Belgrade, Yugoslavia, 1973

Famous for an independent spirit that sometimes led him to turn his back to audiences while performing, Davis delighted Eastern European fans by agreeing to appear in an official State Department gig.

Courtesy of Special Collections, University of Arkansas Libraries, Fayetteville.

Backstage at the Newport-Belgrade Jazz Festival.
Belgrade, Yugoslavia, 1973

The remarkable diva was totally in command on stage and behind the scenes as she brought her legendary phrasing and arresting voice to the Balkans.

Courtesy of Special Collections, University of Arkansas Libraries, Fayetteville.

Performing at the Festival.
Belgrade, Yugoslavia, 1973

The remarkable diva was totally in command on stage and behind the scenes as she brought her legendary phrasing and arresting voice to the Balkans.

Courtesy of Special Collections, University of Arkansas Libraries, Fayetteville.

Charles Mingus sets the tempo.
Cascais, Portugal, 1975

This partnership between the State Department and the Newport Jazz Festival bolstered the fledgling Portuguese jazz scene. Mingus surprised local audiences with his candid criticisms of U.S. foreign policy – unintentionally offering insight into the openness of America’s democracy.

Courtesy of Special Collections, University of Arkansas Libraries, Fayetteville.

Earl “Fatha” Hines (piano) with Harley White (bass).
Cascais, Portugal, 1975

This partnership between the State Department and the Newport Jazz Festival bolstered the fledgling Portuguese jazz scene. Mingus surprised local audiences with his candid criticisms of U.S. foreign policy – unintentionally offering insight into the openness of America’s democracy.

Courtesy of Special Collections, University of Arkansas Libraries, Fayetteville.

Enter the Newport Jazz Festival

 

From the late 1960s onward, the high cost of organizing elaborate, months-long jazz tours led the State Department to develop a fruitful relationship with George Wein and Festival Productions in New York. Wein, founder of the Newport Jazz Festival and a well-known impresario, had proven himself adept at creating international jazz trips since the late 1950s. His ‘pick-up’ voyages for the U.S. government took advantage of the presence of famous musicians already performing abroad by sending them to diplomatically sensitive areas at the conclusion of their commercial tours. The State Department received a great boost as the Newport Jazz Festival brought artists to musical gatherings behind the Iron Curtain while also sending them to developing nations elsewhere.

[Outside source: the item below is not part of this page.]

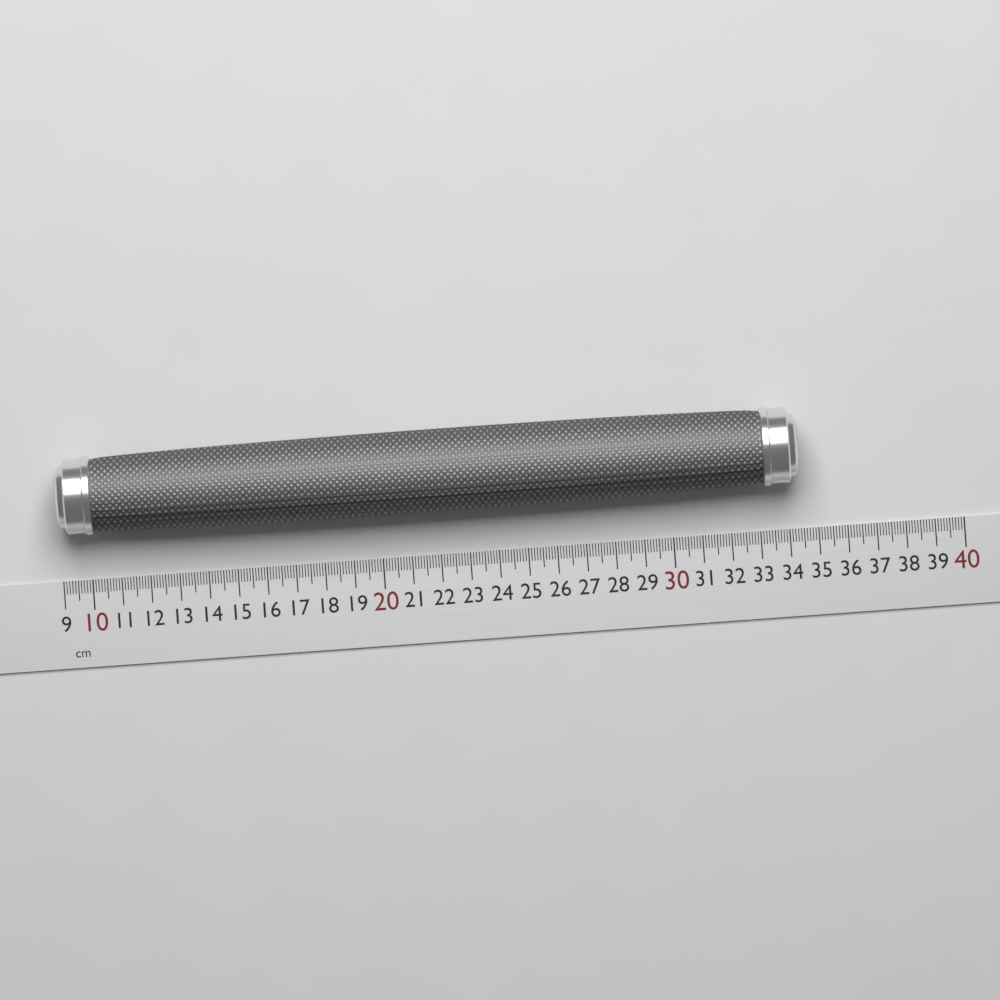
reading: 34.4 cm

Through its partnership with Wein, the State Department was able to reach a younger audience drawn to avant-garde jazz. Musicians performing with Festival Productions as part of this collaboration included Miles Davis, Duke Ellington, Lionel Hampton, Earl “Fatha” Hines, as well as Rahsaan Roland Kirk, Charles Mingus, Oscar Peterson, and Sarah Vaughan. Multiple acts sometimes rotated between several European cities, occurring with increasing frequency during the 1970s. One of the first State-Newport concerts involved Dave Brubeck, who had begun his 1958 government tour in Poland, and now returned for the 1970 Warsaw Jazz Jamboree. Brubeck and his Trio, performing with famed saxophonist Gerry Mulligan, were the undisputed stars of the festival. Building on the relationships with Polish music aficionados that he and his wife Iola had maintained over the years, the pianist gave exclusive interviews to several magazines, including Jazz and Ruch Muzyczny (Music Movement). Brubeck and Mulligan donated the payment for recordings of their performance to a fund that promoted the development of jazz music and jazz clubs in Poland. U.S. government officials praised them for creating the impression “not only of superb jazz musicians . . . but also of Americans who are superb representatives of the United States in every way.”

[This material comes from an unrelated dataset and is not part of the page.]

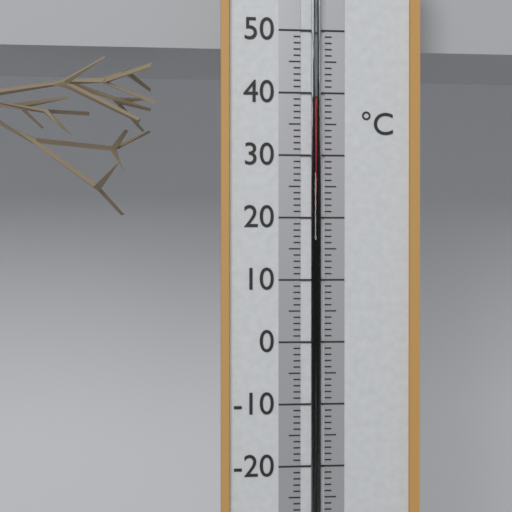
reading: 39 °C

Newport appearances in 1970 had Earl “Fatha” Hines, Charles Mingus, Anita O’Day, and the Brubeck Trio with Mulligan moving between Eastern European capitals. Hines and his band joined two hundred members of a local jazz club in Bucharest for a late-night jam session. In Belgrade, Mingus, Hines, and O’Day performed for 1,600 people but reached many more through radio and television broadcasts.

Vibraphonist Lionel Hampton performed in 1971 in Warsaw, Budapest, Bucharest, and Belgrade, jamming with locals in impromptu sessions that went on until dawn. Later that year, the State Department and Newport circulated five groups of America’s best jazz musicians between international jazz festivals in Prague, Warsaw, Belgrade, Budapest, and Bucharest, as audiences thrilled to the music of Ornette Coleman, Duke Ellington, Dizzy Gillespie, Thelonious Monk, Sonny Stitt, and Art Blakey. As a fitting tribute to this unprecedented explosion of jazz festivals that resulted from Newport’s partnership with the State Department, the Prague newspaper Lidova Demokracie declared that Gillespie’s Giants of Jazz represented “the apex of jazz interpretation worldwide.”